Thursday, October 14, 2010

"From Katrina's Kitchen""



This short film features three grantees of the Open Society Foundations—a community organizer, a public defender, and a journalist—working to rebuild their city through arts and culture, criminal justice reform, and greater transparency . Change from Within: Three Stories from New Orleans looks at how each unique commitment to open society ideals places these individuals and organizations at the forefront of change in New Orleans.

Change From Within: Three Stories From New Orleans

The Open Society

August 26, 2010


From Katrina's Crucible, a New Vision of Democracy


By Saket Soni
August 31, 2010

t was a year after Katrina and the floods. We were at a FEMA trailer park, hours away from New Orleans in the wilderness. This trailer park was one of many faraway places the US government had strewn New Orleanians after the storm. There, African American residents, left homeless and unemployed, were greeting a group of unlikely visitors: immigrant workers who had been brought to the United States to do rebuilding work in horrific conditions. The immigrant workers had slipped away from a labor camp and driven hours to the trailer park with organizers from the New Orleans Workers’ Center for Racial Justice.

African American and immigrant workers: the first group was excluded from the reconstruction of the Gulf Coast, where they and their families had lived for generations; the other group was exploited in the reconstruction.

The immigrant workers were stunned into silence as they entered the FEMA trailer park. The trailers stood behind a tall wire fence on a bed of gravel—a grey plateau that seemed to have no past and no future. The air was numb from despair. Children were playing in dirt. There were no jobs or homes for miles around. This is what the federal government had placed New Orleanians in the aftermath of Katrina, instead of letting them rebuild their lives and their city.

Then, as the two groups gathered under a white tent,one immigrant worker told his story. He and other immigrants had been brought to Louisiana as guest workers on H2B visas. They were working as welders, building barges in a Louisiana shipyard. They had been promised good jobs and decent pay by recruiters in Veracruz. They plunged their families into debt for a chance at an American dream. When they arrived, they were locked into a labor camp on company property, surveilled by armed guards, and forced to work in horrific conditions for subsistence wages. The company seized their passports to make sure they didn't escape.

The group talked into the night. The black workers, who had been told that immigrants had come to "steal their jobs," learned that the immigrant workers had been recruited into indentured servitude. The immigrants learned that the African Americans in front of them had worked the welding jobs in the Gulf for years, until they were shut out of the industry to make way for cheaper, more exploitable workers—themselves.

The problems were clear. Then one African American resident, a welder who had been pushed out of work in the shipyards, asked the immigrants: What's the solution? What do you want?

An immigrant worker said, "All we want is citizenship. If we just had legal status, all our problems would be solved."

The African American gentleman gestured to the desolate trailer park around him. "We got citizenship," he said. "They gave us legal status. And look at what happened to us."

He was right.

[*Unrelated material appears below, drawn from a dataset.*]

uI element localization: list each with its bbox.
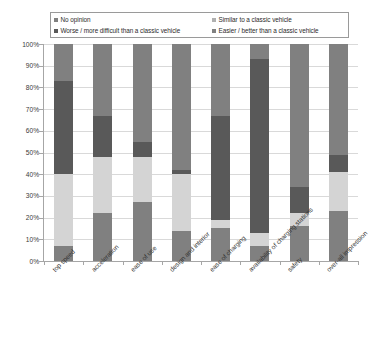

For poor communities of color in the post-Katrina South—and all across America—citizenship isn't enough. Their real fight is for first-class citizenship.

That courage of black and immigrant communities is the most enduring legacy of Katrina.

That conversation in the FEMA trailer park has driven four years of organizing work across race, class, and citizenship lines. Our goal: to radically expand democracy so it reaches the places where people are most stripped of power—homeless encampments, evacuation shelters, day labor corners, detention centers, labor camps. That means building the ability of poor communities of color to wield power over the decisions that impact their lives.

Out of the homeless encampments and neighborhoods in New Orleans, African American residents built a membership organization called STAND With Dignity. STAND lead a statewide fight for new evacuation standards—and won. Across the day labor corners in the post-Katrina landscape, reconstruction workers organized the Congress of Day Laborers. Members of the Congress are now leading the strategy to shut down the day-labor-to-detention pipeline in the Southeast United States. And throughout the hidden labor camps of the South, H2B guest workers have escaped from forced labor to build the Alliance of Guestworkers for Dignity, an emerging national organization of guest workers. The Alliance is now running dramatic campaigns to shift national debate and federal policy to focus on the intersection of civil and labor rights.

Through their campaigns, poor people of color who were treated as disposable in the wake of Katrina—or were downright discarded—are winning grassroots organizing and policy victories on behalf of all communities and all workers. In the coming weeks, I'll be telling more stories about how we can all follow through on the fights they've started.

Five years after Katrina, their work is a legacy of the storm that we can't do without.